I smile. Such an affectionate boy, my Charlie. Possibly having something to do with the amount of hugs and kisses I smothered him with from the moment he was born.
“Get your butt in here,” Jess commands. “Natalie is playing with the twins downstairs.” She pulls back inside. I smile again, thinking how lucky Jess is to have Natalie, a thirteen-year-old neighbor girl who is thrilled to be paid a mere six dollars an hour for her babysitting services.
Within minutes, Jess and I are sitting at her kitchen table. Two steaming mugs of coffee, creamy with half-and-half, sit before us. My sister is what I would look like if I lost fifty pounds and shrunk three
inches: the dream of willowy and petite versus the reality of short and substantial. She is one of those sleek, Gap-ad-type mothers who appear to have a personal makeup artist dwelling in their bathrooms, who arrive at their children’s preschool in hip, chunky black boots and immaculate flat-front khakis, looking like they’ve just been to the spa for a massage. She is the kind of mother who always baffled me. The kind of mother I always wanted to be.
Natalie and all three boys are in the basement-turned-recreation-room, a space built specifically with well-padded surfaces and filled with countless toys. Charlie loves being the big boy, teaching, leading, and telling his younger cousins what to do. He’ll be busy for an hour, at least, especially with Natalie there to help sort out any conflict. Part of me wants to not let him leave me. I want to snatch him up, hold him in my lap, squeeze him, smell him, and kiss his soft cheeks. The other part is happy for this momentary reprieve; my encounter with Alice has drained me. Wrapping both my hands around the warmth of my coffee mug, I exhale deeply, lift my chin toward the ceiling, and close my eyes.
“That bad?” my sister inquires.
“Yes.” I hold my position. Avoiding eye contact with her is the best way to keep her from seeing what is going on with me.
“How’d it go with Alice?” She will not let it be.
I shrug, lower my chin, and open my eyes, only to see her take an enormous bite of the lemon-cream cheese Danish she set out with the coffee. She says something else, but it comes out muffled—along with a few crumbs of pastry—as she tries to chew.
“Nice manners. Mom would be proud.”
Her mouth still full, she widens her blue eyes, purses her lips, then flips me off.

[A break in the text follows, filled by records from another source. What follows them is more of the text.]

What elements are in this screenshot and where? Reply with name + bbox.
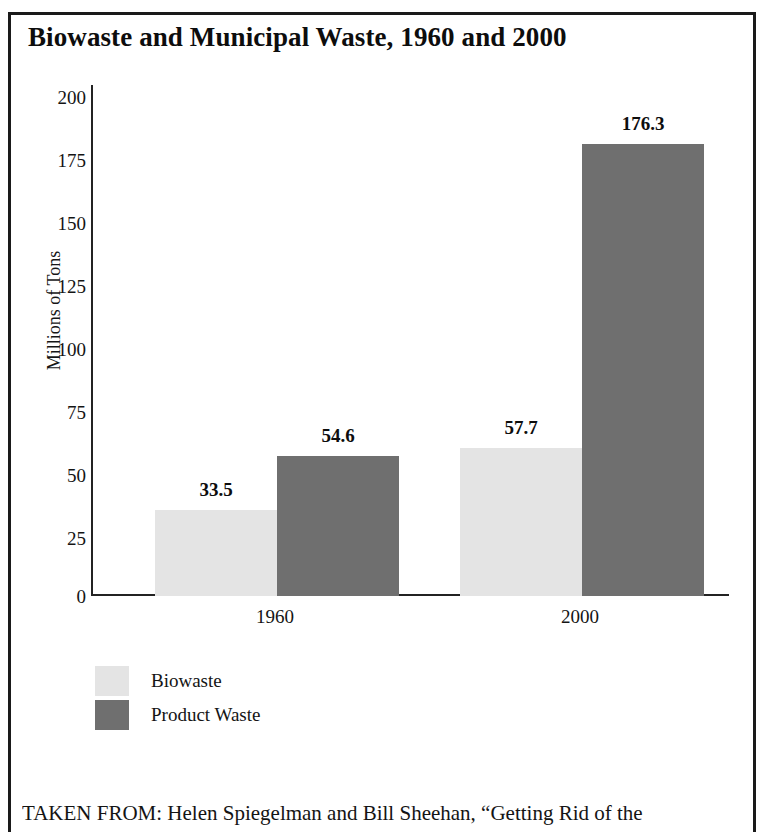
y-tick-label: 175 bbox=[24, 151, 86, 170]
bar-value-label-biowaste-2000: 57.7 bbox=[460, 417, 582, 439]
y-tick-label: 0 bbox=[24, 587, 86, 606]
bar-value-label-product-waste-2000: 176.3 bbox=[582, 113, 704, 135]
y-tick-label: 200 bbox=[24, 88, 86, 107]
figure-page: Biowaste and Municipal Waste, 1960 and 2… bbox=[0, 0, 767, 832]
legend-swatch-icon bbox=[95, 666, 129, 696]
bars-layer: 33.5 54.6 57.7 176.3 bbox=[93, 0, 733, 596]
legend-item-biowaste[interactable]: Biowaste bbox=[95, 664, 260, 698]
chart-legend: Biowaste Product Waste bbox=[95, 664, 260, 732]
legend-label: Biowaste bbox=[151, 670, 222, 692]
bar-product-waste-2000[interactable] bbox=[582, 144, 704, 596]
legend-label: Product Waste bbox=[151, 704, 260, 726]
legend-swatch-icon bbox=[95, 700, 129, 730]
legend-item-product-waste[interactable]: Product Waste bbox=[95, 698, 260, 732]
x-tick-label-1960: 1960 bbox=[155, 606, 395, 628]
y-tick-label: 100 bbox=[24, 340, 86, 359]
bar-value-label-biowaste-1960: 33.5 bbox=[155, 479, 277, 501]
y-tick-label: 150 bbox=[24, 214, 86, 233]
y-tick-label: 50 bbox=[24, 466, 86, 485]
y-tick-label: 125 bbox=[24, 277, 86, 296]
bar-biowaste-2000[interactable] bbox=[460, 448, 582, 596]
bar-biowaste-1960[interactable] bbox=[155, 510, 277, 596]
y-axis-tick-labels: 200 175 150 125 100 75 50 25 0 bbox=[14, 0, 86, 660]
figure-caption: TAKEN FROM: Helen Spiegelman and Bill Sh… bbox=[22, 800, 742, 826]
plot-area: Millions of Tons 200 175 150 125 100 75 … bbox=[0, 0, 748, 660]
bar-product-waste-1960[interactable] bbox=[277, 456, 399, 596]
y-tick-label: 25 bbox=[24, 529, 86, 548]
y-tick-label: 75 bbox=[24, 403, 86, 422]
x-tick-label-2000: 2000 bbox=[460, 606, 700, 628]
bar-value-label-product-waste-1960: 54.6 bbox=[277, 425, 399, 447]
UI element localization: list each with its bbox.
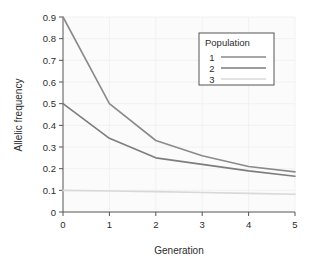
y-tick-label: 0.8 bbox=[43, 33, 56, 44]
y-tick-label: 0.5 bbox=[43, 98, 56, 109]
x-axis-tick-labels: 012345 bbox=[60, 219, 297, 230]
y-axis-title: Allelic frequency bbox=[13, 79, 24, 152]
line-chart: 00.10.20.30.40.50.60.70.80.9 012345 Gene… bbox=[0, 0, 317, 262]
x-axis-ticks bbox=[63, 212, 295, 216]
legend-label-1: 1 bbox=[209, 52, 214, 63]
chart-figure: 00.10.20.30.40.50.60.70.80.9 012345 Gene… bbox=[0, 0, 317, 262]
legend-label-3: 3 bbox=[209, 74, 214, 85]
y-tick-label: 0.6 bbox=[43, 77, 56, 88]
y-tick-label: 0.1 bbox=[43, 185, 56, 196]
y-axis-tick-labels: 00.10.20.30.40.50.60.70.80.9 bbox=[43, 12, 56, 218]
x-tick-label: 4 bbox=[246, 219, 251, 230]
y-axis-ticks bbox=[59, 17, 63, 212]
y-tick-label: 0.7 bbox=[43, 55, 56, 66]
x-tick-label: 3 bbox=[200, 219, 205, 230]
legend: Population 123 bbox=[199, 33, 274, 85]
legend-title: Population bbox=[205, 37, 250, 48]
legend-label-2: 2 bbox=[209, 63, 214, 74]
x-tick-label: 0 bbox=[60, 219, 65, 230]
x-tick-label: 2 bbox=[153, 219, 158, 230]
y-tick-label: 0.2 bbox=[43, 163, 56, 174]
x-axis-title: Generation bbox=[154, 245, 203, 256]
y-tick-label: 0.9 bbox=[43, 12, 56, 23]
y-tick-label: 0.4 bbox=[43, 120, 56, 131]
y-tick-label: 0 bbox=[51, 207, 56, 218]
x-tick-label: 1 bbox=[107, 219, 112, 230]
y-tick-label: 0.3 bbox=[43, 142, 56, 153]
x-tick-label: 5 bbox=[292, 219, 297, 230]
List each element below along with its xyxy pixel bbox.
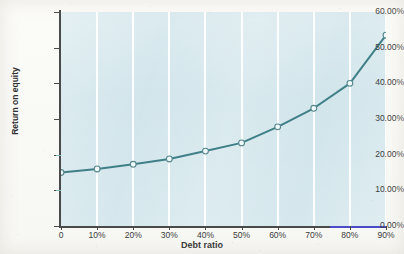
x-axis-tick-label: 70% xyxy=(297,230,331,240)
x-axis-tick-label: 90% xyxy=(369,230,403,240)
series-line-return-on-equity xyxy=(61,12,386,226)
speckle xyxy=(18,234,19,235)
y-axis-tick-label: 10.00% xyxy=(352,185,404,194)
data-point-marker xyxy=(239,140,245,146)
y-axis-minor-tick xyxy=(56,190,61,191)
speckle xyxy=(44,150,45,151)
y-axis-tick xyxy=(54,83,61,84)
speckle xyxy=(232,242,233,243)
data-point-marker xyxy=(275,124,281,130)
y-axis-tick xyxy=(54,226,61,227)
plot-area xyxy=(61,12,386,226)
speckle xyxy=(372,200,373,201)
speckle xyxy=(150,6,151,7)
speckle xyxy=(260,250,261,251)
y-axis-tick-label: 50.00% xyxy=(352,43,404,52)
y-axis-tick xyxy=(54,119,61,120)
x-axis-tick-label: 0 xyxy=(44,230,78,240)
y-axis-tick-label: 60.00% xyxy=(352,7,404,16)
y-axis-tick-label: 30.00% xyxy=(352,114,404,123)
y-axis-title: Return on equity xyxy=(10,57,20,145)
speckle xyxy=(70,4,71,5)
speckle xyxy=(96,246,97,247)
data-point-marker xyxy=(203,148,209,154)
series-polyline xyxy=(61,35,386,172)
chart-figure: 60.00%50.00%40.00%30.00%20.00%10.00%0.00… xyxy=(0,0,404,254)
data-point-marker xyxy=(311,105,317,111)
y-axis-tick xyxy=(54,12,61,13)
y-axis-tick xyxy=(54,48,61,49)
x-axis-tick-label: 40% xyxy=(188,230,222,240)
data-point-marker xyxy=(94,166,100,172)
data-point-marker xyxy=(61,170,64,176)
data-point-marker xyxy=(383,32,386,38)
y-axis-tick-label: 20.00% xyxy=(352,150,404,159)
x-axis-tick-label: 20% xyxy=(116,230,150,240)
x-axis-tick-label: 30% xyxy=(152,230,186,240)
speckle xyxy=(340,8,341,9)
y-axis-minor-tick xyxy=(56,155,61,156)
x-axis-tick-label: 80% xyxy=(333,230,367,240)
data-point-marker xyxy=(130,161,136,167)
x-axis-title: Debt ratio xyxy=(0,240,404,250)
data-point-marker xyxy=(166,156,172,162)
speckle xyxy=(8,80,9,81)
y-axis-tick-label: 40.00% xyxy=(352,78,404,87)
x-axis-tick-label: 50% xyxy=(225,230,259,240)
y-axis-tick-label: 0.00% xyxy=(352,221,404,230)
speckle xyxy=(188,250,189,251)
x-axis-tick-label: 60% xyxy=(261,230,295,240)
speckle xyxy=(12,196,13,197)
x-axis-tick-label: 10% xyxy=(80,230,114,240)
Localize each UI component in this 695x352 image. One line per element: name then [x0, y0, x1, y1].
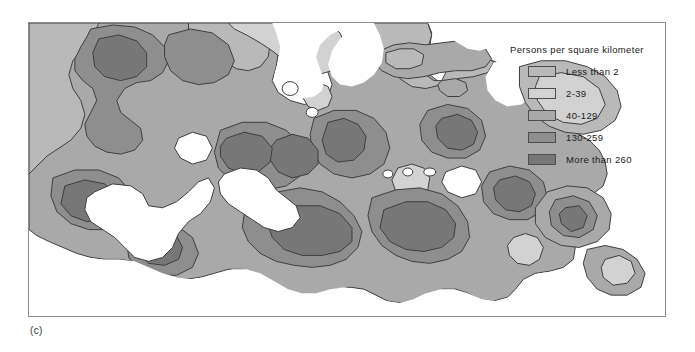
legend-swatch-less-than-2: [528, 66, 556, 77]
legend-title: Persons per square kilometer: [510, 44, 660, 55]
figure-caption: (c): [30, 325, 43, 336]
region-no-data-dot: [424, 168, 436, 176]
legend-swatch-more-than-260: [528, 154, 556, 165]
region-class-more-than-260: [270, 134, 318, 178]
legend-item-less-than-2: Less than 2: [528, 66, 660, 77]
region-no-data-dot: [383, 170, 393, 178]
legend-item-more-than-260: More than 260: [528, 154, 660, 165]
region-no-data-dot: [403, 168, 413, 176]
region-no-data-dot: [306, 107, 318, 117]
legend-item-2-39: 2-39: [528, 88, 660, 99]
legend-swatch-2-39: [528, 88, 556, 99]
legend-label-more-than-260: More than 260: [566, 154, 632, 165]
map-legend: Persons per square kilometer Less than 2…: [510, 44, 660, 176]
legend-label-less-than-2: Less than 2: [566, 66, 619, 77]
legend-swatch-130-259: [528, 132, 556, 143]
legend-label-130-259: 130-259: [566, 132, 603, 143]
legend-label-40-129: 40-129: [566, 110, 598, 121]
legend-item-130-259: 130-259: [528, 132, 660, 143]
figure-root: Persons per square kilometer Less than 2…: [0, 0, 695, 352]
legend-swatch-40-129: [528, 110, 556, 121]
legend-label-2-39: 2-39: [566, 88, 586, 99]
region-no-data-dot: [282, 82, 298, 96]
region-island-top-inner: [386, 49, 424, 69]
legend-item-40-129: 40-129: [528, 110, 660, 121]
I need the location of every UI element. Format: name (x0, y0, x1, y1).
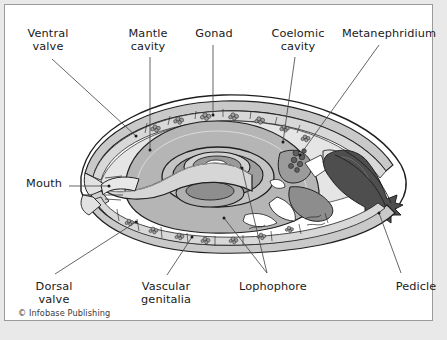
label-coelomic-cavity: Coelomic cavity (263, 27, 333, 53)
label-gonad: Gonad (190, 27, 238, 40)
label-ventral-valve: Ventral valve (15, 27, 81, 53)
leader-lophophore-a-endpoint (241, 167, 244, 170)
leader-gonad-endpoint (212, 114, 215, 117)
leader-ventral-valve (52, 59, 136, 136)
leader-ventral-valve-endpoint (135, 135, 138, 138)
leader-vascular-genitalia-endpoint (191, 236, 194, 239)
label-lophophore: Lophophore (233, 280, 313, 293)
label-mantle-cavity: Mantle cavity (116, 27, 180, 53)
figure-frame: Ventral valveMantle cavityGonadCoelomic … (4, 4, 433, 321)
leader-dorsal-valve (55, 222, 136, 274)
leader-pedicle-endpoint (378, 212, 381, 215)
label-metanephridium: Metanephridium (338, 27, 440, 40)
label-dorsal-valve: Dorsal valve (23, 280, 85, 306)
copyright-notice: © Infobase Publishing (18, 308, 110, 318)
label-vascular-genitalia: Vascular genitalia (131, 280, 201, 306)
leader-mouth-endpoint (108, 185, 111, 188)
label-mouth: Mouth (22, 177, 66, 190)
leader-dorsal-valve-endpoint (135, 221, 138, 224)
leader-lophophore-b-endpoint (223, 217, 226, 220)
leader-mantle-cavity-endpoint (149, 149, 152, 152)
leader-metanephridium-endpoint (299, 154, 302, 157)
leader-coelomic-cavity-endpoint (282, 141, 285, 144)
label-pedicle: Pedicle (390, 280, 442, 293)
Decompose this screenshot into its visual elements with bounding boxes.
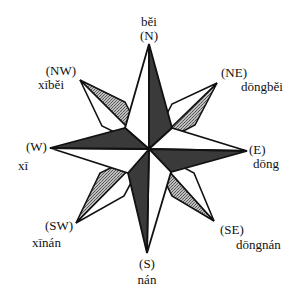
west-abbr: (W) xyxy=(26,140,58,154)
label-southeast: (SE) dōngnán xyxy=(220,223,301,252)
label-southwest: (SW) xīnán xyxy=(32,219,92,250)
southwest-abbr: (SW) xyxy=(45,219,92,233)
north-pinyin: běi xyxy=(124,15,174,29)
southeast-pinyin: dōngnán xyxy=(236,238,301,252)
label-northeast: (NE) dōngběi xyxy=(221,66,301,94)
label-northwest: (NW) xīběi xyxy=(20,64,78,92)
west-pinyin: xī xyxy=(18,159,58,173)
label-east: (E) dōng xyxy=(249,143,301,171)
northeast-abbr: (NE) xyxy=(221,66,301,80)
northwest-abbr: (NW) xyxy=(20,64,76,78)
label-north: běi (N) xyxy=(124,15,174,43)
northwest-pinyin: xīběi xyxy=(20,78,64,92)
southwest-pinyin: xīnán xyxy=(32,236,92,250)
northeast-pinyin: dōngběi xyxy=(241,80,301,94)
southeast-abbr: (SE) xyxy=(220,223,301,237)
east-abbr: (E) xyxy=(249,143,301,157)
south-pinyin: nán xyxy=(122,273,172,287)
south-abbr: (S) xyxy=(122,257,172,271)
north-abbr: (N) xyxy=(124,29,174,43)
label-west: (W) xī xyxy=(18,140,58,173)
east-pinyin: dōng xyxy=(253,157,301,171)
label-south: (S) nán xyxy=(122,257,172,287)
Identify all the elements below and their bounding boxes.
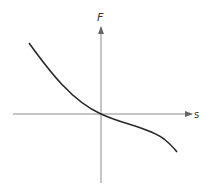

“Ooo, nice manicure, too!”
Jess finishes chewing, takes a sip of her coffee, and admires her nails. “Thanks. I just got them done last night.” She holds up the Danish. “You should have one of these.”
I eye one—the biggest, of course—thick and gooey with bright yellow and creamy white sweetness. I sigh. “No, I shouldn’t. My ass is spreading like butter just looking at them.”
She pushes the plate toward me. “You had to give up booze, for Christ’s sake. Have a damn Danish.”
She has a point. I grab the one I want and take a small bite, letting it melt on my tongue. I fully intend to eat only half of it. Two minutes later, I’ve devoured the entire thing. “Mmm. God, I hate you,” I say.
Jess pulls her chin into her neck, perfectly plucked eyebrows raised. “What did I do?”
“You won the genetic lottery. You never exercise, eat like a horse, and don’t gain an ounce. You suck.”
“Whatever. You have multiple orgasms.”